When Medieval Monarchs Spent Christmas in Northamptonshire

When Medieval Monarchs Spent Christmas in Northamptonshire

1164, Northampton Castle

During the Autumn and Winter of 1164, Northampton stood at the centre of royal drama. King Henry II was at Northampton Castle for one of the most explosive political confrontations of the Middle Ages: the trial of his archbishop, Thomas Becket.

With Becket in exile, tempers high, and royal authority under scrutiny, the king settled into the winter season with his household gathered around him.

Royal Christmases were not quiet religious retreats but major moments of ceremony and patronage. Nobles, clerks and administrators travelled to wherever the court happened to be, seeking favour, gifts and decisions.

Although detailed accounts of the feast itself do not survive, the political mood is unmistakable. The King’s Christmas court in 1164 would have mixed celebration with calculation: a royal household enjoying winter hunting and rich food, while its ruler measured loyalty in the wake of Becket’s defiance.

The castle’s great hall, alive with light, music and warmth, would have hosted a festive display designed to reassure allies and unsettle opponents.

1215

King John spent Christmas Day in Nottingham, but on the way he made a couple of stops in Northamptonshire…

21-22 December, Northampton Castle

When King John rode into Northampton on 21 December 1215, he was not seeking festive peace.

Magna Carta had collapsed, rebellion was spreading across the kingdom, and John was moving fast to secure the Midlands before French or Baronial forces could overwhelm him.

Northampton Castle offered what he needed: a loyal fortress on the northern road, a place to rally royal administrators and plan the next stage of the war.

His two days in the town were almost certainly dominated by orders, writs and military organisation: summoning supporters, demanding resources, and identifying which nobles still held faith in the Crown.

If Christmas goodwill meant anything here, it was measured in oaths, horses, and supplies. Northampton gave John no celebration, but it gave him a Midlands foothold.

23 December, Rockingham Castle

John pushed on to Rockingham Castle on 23 December, strengthening another vital link in his defensive chain. Rockingham, perched above the Welland valley, was one of the old royal hunting lodges; less a centre of ceremony than a strategic retreat with stout walls and loyal officers.

Here, with only a day to spare before Christmas Eve, the King’s business remained grimly consistent: confirm the garrison, secure the stores, and keep the road north open.

Rockingham would never host a festive court, but in the anxious winter of 1215 it mattered in another way. It was a safe stop on a hostile road, a brief pause before John rode on to Nottingham for Christmas, not as a ruler at ease, but as a commander in motion.

1217, Northampton Castle

At Christmas 1217, the young King Henry III and his regents celebrated at Northampton Castle following a series of royalist victories that led to the end of the First Barons’ War.

After the rebellion and the French attempt to seize the throne had been defeated at battles such as Lincoln earlier that year, the royal court had gathered at Northampton over the festive season.

William de Breaute, the King’s loyal commander who had helped secure the victory, hosted the celebration. Chroniclers later noted that such a grand feast like this had never been seen in England.

Barons, Bishops, and Knights assembled for Christmas at Northampton, where the king and his allies sought to reinforce royal authority and demonstrate unity after years of conflict.

1223, Northampton Castle

For Christmas 1223, Henry III again chose Northampton Castle as his base for the Christmas season.

While it was over four decades before the Second Barons’ War, this was a time of renewed conflict between the King and a rebel faction of Barons known as the “schismatics”.

When Henry had been a child, the weaker royal oversight meant the Barons had a great deal of freedom and influence. As Henry was getting older, he and his government started to reassert and re-centralise their authority.

On 23 December 1223, the King arrived at Northampton with Archbishop Stephen Langton and a large council of loyal Earls, Bishops and Knights, intending to spend Christmas there.

The very presence of the King and the Church’s leadership at Northampton at this time underscored the castle’s importance as a royal stronghold and administrative centre in the early years of Henry III’s reign.

1587, Fotheringhay Castle

Perhaps the most tense and grim royal Christmas in Northamptonshire was in 1586.

Mary, Queen of Scots spent that winter as a prisoner at Fotheringhay Castle, charged with treason.

She had been brought to Fotheringhay in late September, interrogated and tried there in October, and kept under close guard through the dark months that followed.

While she was still at the castle over Christmas, there is no suggestion of festivity or ceremony. Mary was allowed books, prayer, limited comforts and the company of her household, but she was a condemned woman in all but name.

The castle that December was not a site of celebration but the final stage before her execution, which would be on 8 February 1587.


My Books

More Local History


Friends of Northampton Castle, A Castle for Northampton

Historic Environment Scotland, What was Christmas like for Mary Queen of Scots?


List all the lines in these records that hold "resultado".
Top of Given information
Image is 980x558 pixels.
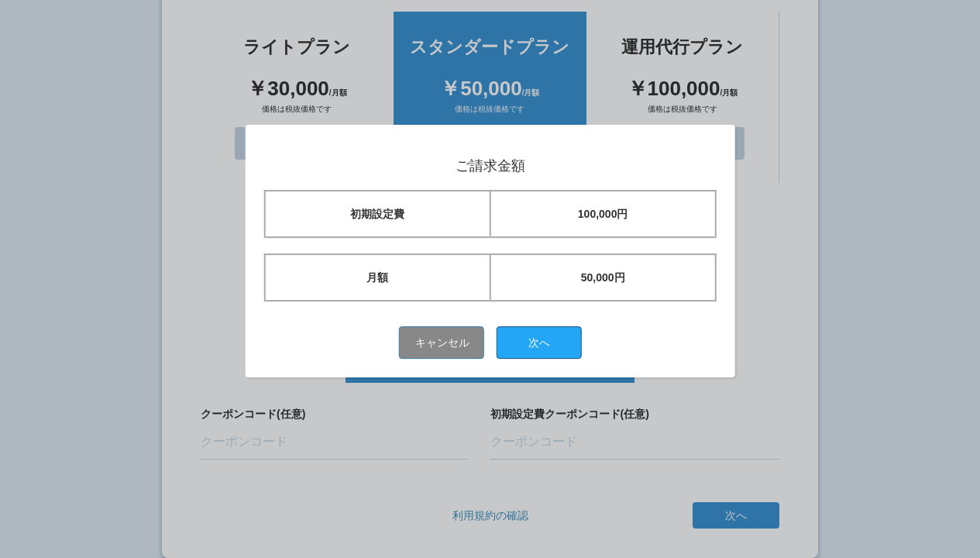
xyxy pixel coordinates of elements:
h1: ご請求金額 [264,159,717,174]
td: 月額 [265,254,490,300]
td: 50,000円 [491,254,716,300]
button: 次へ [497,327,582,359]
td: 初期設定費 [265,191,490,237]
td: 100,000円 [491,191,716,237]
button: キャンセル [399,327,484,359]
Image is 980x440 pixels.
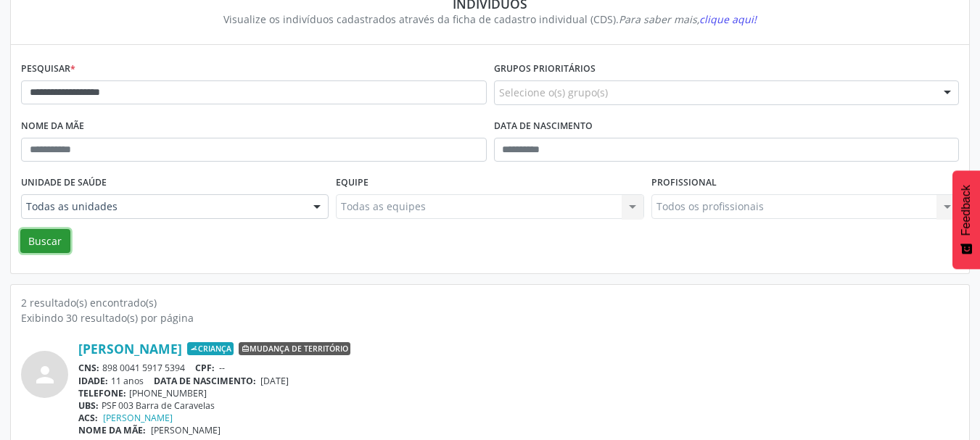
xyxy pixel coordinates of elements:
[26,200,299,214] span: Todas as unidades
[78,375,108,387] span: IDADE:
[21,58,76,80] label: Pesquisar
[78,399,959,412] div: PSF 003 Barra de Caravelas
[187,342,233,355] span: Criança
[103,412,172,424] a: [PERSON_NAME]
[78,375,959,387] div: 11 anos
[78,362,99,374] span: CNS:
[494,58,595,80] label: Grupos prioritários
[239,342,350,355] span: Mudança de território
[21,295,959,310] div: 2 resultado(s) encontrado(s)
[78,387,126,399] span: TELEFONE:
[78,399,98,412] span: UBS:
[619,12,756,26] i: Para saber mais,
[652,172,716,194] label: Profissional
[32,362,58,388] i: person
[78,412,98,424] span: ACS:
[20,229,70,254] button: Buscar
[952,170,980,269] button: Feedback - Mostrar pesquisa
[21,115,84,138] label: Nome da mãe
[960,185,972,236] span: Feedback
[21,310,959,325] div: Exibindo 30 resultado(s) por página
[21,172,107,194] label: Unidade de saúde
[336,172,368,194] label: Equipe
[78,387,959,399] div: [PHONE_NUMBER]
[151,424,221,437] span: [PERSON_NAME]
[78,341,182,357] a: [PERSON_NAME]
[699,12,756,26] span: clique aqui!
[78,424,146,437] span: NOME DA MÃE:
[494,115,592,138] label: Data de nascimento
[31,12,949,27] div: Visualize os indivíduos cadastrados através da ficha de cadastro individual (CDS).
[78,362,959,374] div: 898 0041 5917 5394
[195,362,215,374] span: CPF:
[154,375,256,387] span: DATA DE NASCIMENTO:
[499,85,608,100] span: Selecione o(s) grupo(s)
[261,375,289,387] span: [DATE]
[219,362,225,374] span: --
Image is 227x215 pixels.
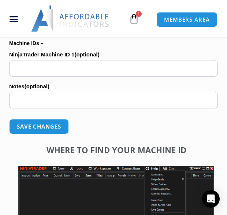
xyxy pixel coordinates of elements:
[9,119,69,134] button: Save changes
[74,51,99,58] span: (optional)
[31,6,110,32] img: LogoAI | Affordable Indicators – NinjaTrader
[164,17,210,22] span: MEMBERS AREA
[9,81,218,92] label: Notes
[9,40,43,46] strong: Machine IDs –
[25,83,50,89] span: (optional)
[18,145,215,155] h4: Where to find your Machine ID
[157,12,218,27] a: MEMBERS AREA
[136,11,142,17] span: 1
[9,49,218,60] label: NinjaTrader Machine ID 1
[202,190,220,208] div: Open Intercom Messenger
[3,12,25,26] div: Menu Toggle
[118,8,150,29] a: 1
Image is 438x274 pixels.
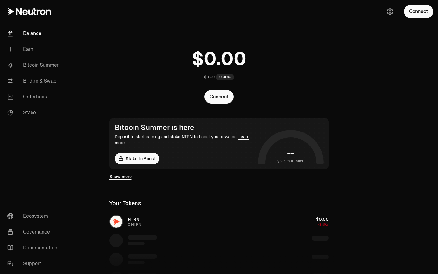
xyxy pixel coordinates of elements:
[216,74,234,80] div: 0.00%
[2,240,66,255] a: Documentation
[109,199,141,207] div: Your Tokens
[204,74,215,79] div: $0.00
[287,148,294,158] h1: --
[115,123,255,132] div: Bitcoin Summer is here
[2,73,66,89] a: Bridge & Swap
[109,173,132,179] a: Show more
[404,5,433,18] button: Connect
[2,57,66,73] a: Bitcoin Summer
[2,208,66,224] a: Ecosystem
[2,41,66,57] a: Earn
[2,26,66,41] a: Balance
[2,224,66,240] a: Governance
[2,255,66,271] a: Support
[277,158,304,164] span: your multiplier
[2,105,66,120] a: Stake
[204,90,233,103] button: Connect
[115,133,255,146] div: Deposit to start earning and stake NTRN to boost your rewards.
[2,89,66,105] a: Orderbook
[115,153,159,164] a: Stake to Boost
Bottom of Given information
Top of Given information
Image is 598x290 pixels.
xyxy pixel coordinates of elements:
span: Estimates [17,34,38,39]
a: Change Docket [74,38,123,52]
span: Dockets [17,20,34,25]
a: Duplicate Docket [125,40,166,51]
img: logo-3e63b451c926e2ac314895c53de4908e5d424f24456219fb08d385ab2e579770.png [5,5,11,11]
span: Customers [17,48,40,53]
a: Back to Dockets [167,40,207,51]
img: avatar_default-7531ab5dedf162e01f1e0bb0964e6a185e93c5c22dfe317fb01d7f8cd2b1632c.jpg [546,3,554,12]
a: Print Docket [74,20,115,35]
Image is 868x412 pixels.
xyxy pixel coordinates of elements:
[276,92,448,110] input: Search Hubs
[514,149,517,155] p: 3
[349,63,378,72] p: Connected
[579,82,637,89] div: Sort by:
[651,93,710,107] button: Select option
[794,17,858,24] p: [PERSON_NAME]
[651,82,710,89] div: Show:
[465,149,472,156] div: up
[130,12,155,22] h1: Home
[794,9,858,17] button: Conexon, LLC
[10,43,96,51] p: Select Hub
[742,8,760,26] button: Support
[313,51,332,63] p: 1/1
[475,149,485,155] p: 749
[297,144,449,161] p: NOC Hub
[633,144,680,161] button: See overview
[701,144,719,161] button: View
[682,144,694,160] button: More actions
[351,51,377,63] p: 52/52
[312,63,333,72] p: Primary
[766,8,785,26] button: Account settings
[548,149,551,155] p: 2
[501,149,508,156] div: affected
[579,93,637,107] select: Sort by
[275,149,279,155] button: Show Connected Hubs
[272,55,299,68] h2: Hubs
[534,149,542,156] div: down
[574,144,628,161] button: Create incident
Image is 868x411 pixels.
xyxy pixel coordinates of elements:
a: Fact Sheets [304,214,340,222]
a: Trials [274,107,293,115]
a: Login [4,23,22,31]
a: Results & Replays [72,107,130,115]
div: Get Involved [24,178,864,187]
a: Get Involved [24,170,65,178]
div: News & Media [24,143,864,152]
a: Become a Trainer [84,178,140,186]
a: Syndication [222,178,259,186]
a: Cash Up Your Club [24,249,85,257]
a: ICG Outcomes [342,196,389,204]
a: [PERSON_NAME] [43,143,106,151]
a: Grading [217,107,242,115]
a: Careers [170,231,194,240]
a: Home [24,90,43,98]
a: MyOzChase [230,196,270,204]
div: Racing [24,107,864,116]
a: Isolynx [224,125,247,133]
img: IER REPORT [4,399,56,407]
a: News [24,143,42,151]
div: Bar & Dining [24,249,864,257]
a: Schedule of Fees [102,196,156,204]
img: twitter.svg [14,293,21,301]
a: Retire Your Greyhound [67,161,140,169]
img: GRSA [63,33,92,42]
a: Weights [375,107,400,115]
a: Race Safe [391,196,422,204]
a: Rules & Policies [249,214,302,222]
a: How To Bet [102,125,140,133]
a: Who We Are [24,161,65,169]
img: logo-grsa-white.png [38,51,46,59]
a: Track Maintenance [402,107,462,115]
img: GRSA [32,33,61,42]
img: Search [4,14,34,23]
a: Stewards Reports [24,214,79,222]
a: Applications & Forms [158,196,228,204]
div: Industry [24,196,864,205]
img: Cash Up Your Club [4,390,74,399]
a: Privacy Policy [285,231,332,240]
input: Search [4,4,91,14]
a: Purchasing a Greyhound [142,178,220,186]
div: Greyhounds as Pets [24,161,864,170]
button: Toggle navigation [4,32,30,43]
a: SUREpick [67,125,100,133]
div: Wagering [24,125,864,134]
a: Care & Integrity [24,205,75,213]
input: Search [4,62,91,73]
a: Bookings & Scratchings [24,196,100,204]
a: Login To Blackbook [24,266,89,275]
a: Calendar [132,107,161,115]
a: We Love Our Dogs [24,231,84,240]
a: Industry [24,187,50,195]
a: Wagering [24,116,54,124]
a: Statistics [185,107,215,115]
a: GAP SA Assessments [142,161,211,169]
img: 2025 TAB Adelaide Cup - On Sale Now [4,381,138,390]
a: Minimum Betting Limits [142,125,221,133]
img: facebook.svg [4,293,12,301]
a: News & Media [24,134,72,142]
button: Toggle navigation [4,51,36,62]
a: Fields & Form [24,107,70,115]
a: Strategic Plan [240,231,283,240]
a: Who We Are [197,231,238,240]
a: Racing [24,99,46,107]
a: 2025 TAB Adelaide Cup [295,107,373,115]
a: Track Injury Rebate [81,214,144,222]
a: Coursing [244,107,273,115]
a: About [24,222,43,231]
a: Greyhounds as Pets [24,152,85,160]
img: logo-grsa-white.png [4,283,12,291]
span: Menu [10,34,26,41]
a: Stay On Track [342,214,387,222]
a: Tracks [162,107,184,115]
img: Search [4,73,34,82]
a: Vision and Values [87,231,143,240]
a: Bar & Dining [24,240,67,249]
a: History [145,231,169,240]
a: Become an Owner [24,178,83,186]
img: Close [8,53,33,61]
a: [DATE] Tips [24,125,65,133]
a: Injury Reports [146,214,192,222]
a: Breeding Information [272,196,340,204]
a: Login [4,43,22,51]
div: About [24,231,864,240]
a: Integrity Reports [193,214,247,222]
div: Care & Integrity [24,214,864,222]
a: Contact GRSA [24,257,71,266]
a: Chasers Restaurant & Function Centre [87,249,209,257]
Bottom of Given information
» Answer to the exercise
[21,295,959,310] div: 2 resultado(s) encontrado(s)
[21,310,959,325] div: Exibindo 30 resultado(s) por página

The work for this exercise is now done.